Certain predatory bacteria, such as Bdellovibrio bacteriovorus, are endobiotic; they invade the cyanobacterial cell and consume it from the inside before replicating and lysing the host. Other species, like Candidatus Venantispira tubingensis, are spiral-shaped bacteria that move along the prey filament, causing the host cells to lyse upon contact. These microbial consumers exert a high level of mortality on cyanobacterial populations, often targeting the individual cells that make up a larger bloom.
The Unique Role of Cyanophages
Cyanophages are viruses specifically engineered to infect and destroy cyanobacteria, representing a unique and specialized form of predation. These viruses are pervasive in both freshwater and marine environments, acting as a rapid, targeted control mechanism for cyanobacterial populations. Cyanophages typically operate on a lytic life cycle, which results in the swift destruction of the host cell.
The process begins when the cyanophage attaches to the surface of a cyanobacterial cell and injects its genetic material. This foreign DNA hijacks the cell’s internal machinery, forcing it to stop normal functions and produce new viral components. Once new viral particles have been assembled, the host cell’s membrane is ruptured through lysis, releasing the new viruses to infect surrounding cyanobacteria.
This mechanism is significant in terminating dense blooms, often following the “kill the winner” hypothesis, where the most dominant cyanobacterial species is targeted by a specialized phage. The sudden lysis of cells releases dissolved organic material and nutrients back into the water, rapidly collapsing the bloom structure. While effective, phages are often strain-specific, meaning a single phage may only target one type of cyanobacterium, necessitating a diverse viral community to control a mixed-species bloom.
Why Predation Is Challenging: Defense Mechanisms
Despite the array of predators, cyanobacterial blooms still occur because these organisms have evolved sophisticated defense mechanisms. One primary physical defense involves morphological changes, specifically the formation of large colonies or long, filamentous chains. This increased size makes the cyanobacteria physically too large for many filter-feeding zooplankton, such as smaller rotifers and cladocerans, to ingest or handle.
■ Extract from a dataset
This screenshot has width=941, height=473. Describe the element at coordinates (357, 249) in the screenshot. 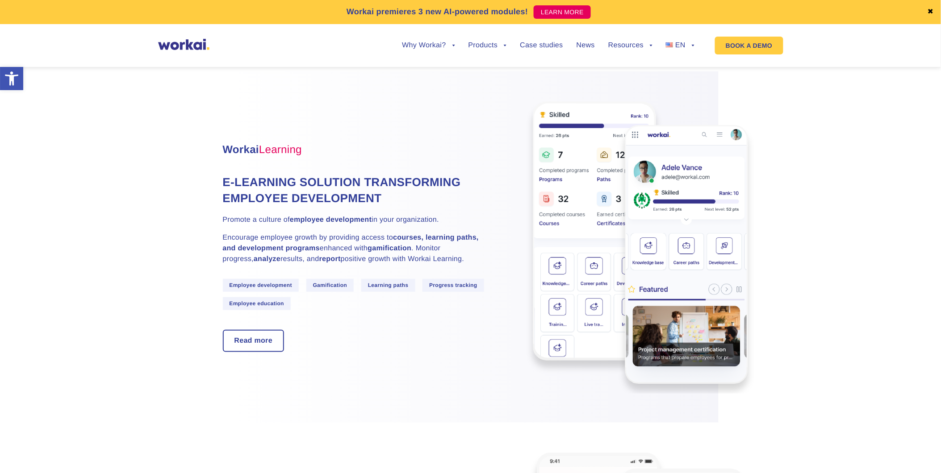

Many cyanobacteria secrete a thick, slimy layer of mucilage or sheath material that surrounds the cells or colonies, further deterring grazers by making them unpalatable or difficult to capture. Additionally, some species possess gas vesicles, which allow them to regulate their buoyancy and move vertically in the water column, often rising to the surface to form dense scums and escape deeper-dwelling predators.
The most well-known defense is chemical, involving the production of potent compounds called cyanotoxins, such as microcystins and saxitoxins. These toxins act as feeding deterrents, reducing the ingestion rates of zooplankton and even poisoning some grazers. Cyanobacteria are also often a nutritionally poor food source for zooplankton, lacking essential fatty acids and sterols, meaning they do not provide the necessary building blocks for the predator’s growth and reproduction.